Today in the 21st century we need to add the high cost of housing to that list.
I recall reading Vegas bought water rights from upstate Nevada to eventually pipe in water. Nevada doesn’t have too much claim to the Colorado River though the hydroelectric electricity could suffer. Other jurisdictions plan to pipe water too. When Texas faced its mega drought, they started a project to pump and pipe even small aquifers throughout the state (then of course, flooding happened).
In California, even mostly tony Marin County (north of the Golden Gate Bridge bounded by the Pacific and San Francisco Bay) is considering a pipeline to buy agricultural water from inland or even renting mobile desalination plants … pumping water from the Bay side.
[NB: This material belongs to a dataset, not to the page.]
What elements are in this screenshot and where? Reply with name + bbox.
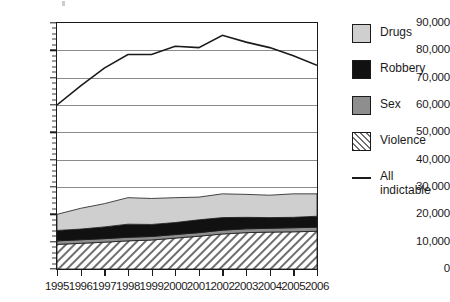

Their in county water supplies are down to 1/3 rd their original
https://www.sfgate.com/news/article/California-s-Marin-County-could-run-out-of-water-16554942.php
From the piece
To be fair to California a lot of that is going around. One thing California and the rest of the West coast has is desal (see Marin county above). It won’t be free though. Maybe if Arizona plays nice with Mexico, they could extend the CAP pumping stations into the Sea of Cortez one day with some solar desal? Other inland states may have it tougher. Speaking with a rancher around New Mexico’s Gila last year, one ranch in the next valley got plenty of rain but her own didn’t not. How do you combat that? (well extend the Gila after buying out surrendering ranchers cheap .. hint hint). If I were young I’d consider at least a stake in the Great Lakes states (YMMV).